NAIROBI (AP):
THE NUMBER of Kenyans who will depend on food aid this year may rise well past the current 3.5 million, the head of the United Nations food agency said yesterday.
Kenya - suffering from a prolonged drought - may also need food aid beyond February 2007, World Food Programme (WFP) Executive Director James Morris told reporters. He said the effects from the drought are not subsiding and it appeared unlikely Kenya would have the rain it needs for a good harvest.
The Kenyan Government, the WFP, the U.N. and other aid agencies carried out a study in January that found Kenya's number of food aid-dependent people had risen to 3.5 million, from 2.5 million in December.

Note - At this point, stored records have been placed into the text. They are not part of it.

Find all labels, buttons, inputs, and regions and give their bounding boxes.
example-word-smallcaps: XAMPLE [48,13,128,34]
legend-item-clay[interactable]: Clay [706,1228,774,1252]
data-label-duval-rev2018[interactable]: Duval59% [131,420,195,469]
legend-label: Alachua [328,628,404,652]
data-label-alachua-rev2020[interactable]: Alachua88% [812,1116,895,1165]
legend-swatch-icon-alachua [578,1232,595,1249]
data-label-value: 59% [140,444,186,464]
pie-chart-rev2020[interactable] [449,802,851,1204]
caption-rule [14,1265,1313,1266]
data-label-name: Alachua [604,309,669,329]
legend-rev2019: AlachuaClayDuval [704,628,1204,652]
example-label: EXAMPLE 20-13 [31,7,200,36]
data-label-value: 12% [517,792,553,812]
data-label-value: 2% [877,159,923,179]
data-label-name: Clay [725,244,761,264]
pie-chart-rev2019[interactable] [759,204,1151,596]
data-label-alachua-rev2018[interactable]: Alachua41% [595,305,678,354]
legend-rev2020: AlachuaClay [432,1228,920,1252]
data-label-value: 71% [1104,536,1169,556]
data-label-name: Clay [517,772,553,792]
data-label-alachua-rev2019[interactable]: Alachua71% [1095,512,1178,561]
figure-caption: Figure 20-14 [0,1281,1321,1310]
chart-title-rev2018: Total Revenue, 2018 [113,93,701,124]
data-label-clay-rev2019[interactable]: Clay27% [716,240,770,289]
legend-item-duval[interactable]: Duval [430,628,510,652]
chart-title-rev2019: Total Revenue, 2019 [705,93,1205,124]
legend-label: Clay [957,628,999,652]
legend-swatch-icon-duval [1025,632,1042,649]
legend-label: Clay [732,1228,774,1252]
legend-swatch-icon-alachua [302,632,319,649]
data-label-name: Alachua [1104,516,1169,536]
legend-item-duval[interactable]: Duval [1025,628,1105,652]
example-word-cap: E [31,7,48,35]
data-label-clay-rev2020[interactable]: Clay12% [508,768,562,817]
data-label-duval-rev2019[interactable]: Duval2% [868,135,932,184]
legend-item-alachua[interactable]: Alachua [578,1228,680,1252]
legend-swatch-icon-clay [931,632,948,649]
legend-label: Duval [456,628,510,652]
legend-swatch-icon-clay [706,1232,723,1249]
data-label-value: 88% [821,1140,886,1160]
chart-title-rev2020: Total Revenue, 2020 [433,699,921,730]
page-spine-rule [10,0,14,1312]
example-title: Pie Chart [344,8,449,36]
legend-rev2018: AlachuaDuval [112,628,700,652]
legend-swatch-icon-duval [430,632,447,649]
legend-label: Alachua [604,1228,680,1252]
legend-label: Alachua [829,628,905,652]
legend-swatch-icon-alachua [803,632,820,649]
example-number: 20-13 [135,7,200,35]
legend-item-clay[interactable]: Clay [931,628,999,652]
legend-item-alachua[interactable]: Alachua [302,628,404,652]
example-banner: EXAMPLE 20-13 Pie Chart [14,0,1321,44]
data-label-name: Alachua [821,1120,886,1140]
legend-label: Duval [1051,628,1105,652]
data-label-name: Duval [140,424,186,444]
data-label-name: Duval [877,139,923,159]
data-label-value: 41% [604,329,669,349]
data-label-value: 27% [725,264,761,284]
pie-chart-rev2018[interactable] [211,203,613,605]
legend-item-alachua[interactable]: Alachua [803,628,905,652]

Kenya needs 396,500 metric tons (437,000 U.S. tons) of food aid until February 2007, the study found. But "there is nothing that's happened in the last 60 days, to the best of my knowledge, that will cause us to think that this situation is getting better," Morris said.

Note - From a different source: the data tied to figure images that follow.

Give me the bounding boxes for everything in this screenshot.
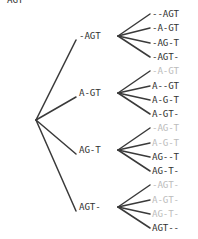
edge-root-to-middle-3: [36, 120, 76, 154]
tree-middle-node-2: A-GT: [79, 88, 101, 97]
tree-middle-node-1: -AGT: [79, 31, 101, 40]
tree-leaf-node-9: -AG-T: [152, 123, 179, 132]
tree-leaf-node-3: -AG-T: [152, 38, 179, 47]
tree-leaf-node-5: -A-GT: [152, 66, 179, 75]
gap-insertion-tree-diagram: AGT -AGTA-GTAG-TAGT- --AGT-A-GT-AG-T-AGT…: [0, 0, 198, 239]
tree-middle-node-3: AG-T: [79, 145, 101, 154]
tree-leaf-node-15: AG-T-: [152, 209, 179, 218]
tree-middle-node-4: AGT-: [79, 202, 101, 211]
tree-leaf-node-1: --AGT: [152, 9, 179, 18]
tree-leaf-node-2: -A-GT: [152, 23, 179, 32]
tree-leaf-node-14: A-GT-: [152, 195, 179, 204]
tree-leaf-node-11: AG--T: [152, 152, 179, 161]
tree-leaf-node-7: A-G-T: [152, 95, 179, 104]
tree-leaf-node-4: -AGT-: [152, 52, 179, 61]
edge-root-to-middle-4: [36, 120, 76, 211]
tree-leaf-node-16: AGT--: [152, 223, 179, 232]
tree-leaf-node-10: A-G-T: [152, 138, 179, 147]
tree-leaf-node-8: A-GT-: [152, 109, 179, 118]
tree-root-node: AGT: [7, 0, 23, 5]
tree-leaf-node-13: -AGT-: [152, 180, 179, 189]
tree-leaf-node-6: A--GT: [152, 81, 179, 90]
tree-leaf-node-12: AG-T-: [152, 166, 179, 175]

Morris said the drought has stretched on for five to six years, and for 2006, "the weather forecast is not good."
He spoke after visiting the Kenyan village of El Wak, which the agency sees as illustrative of the effects of prolonged drought across the Horn of Africa region, where a total of 11.5 million people need food aid.
El Wak is on the border with Somalia and 675 kilometres (419 miles) north-east of the Kenyan capital, Nairobi.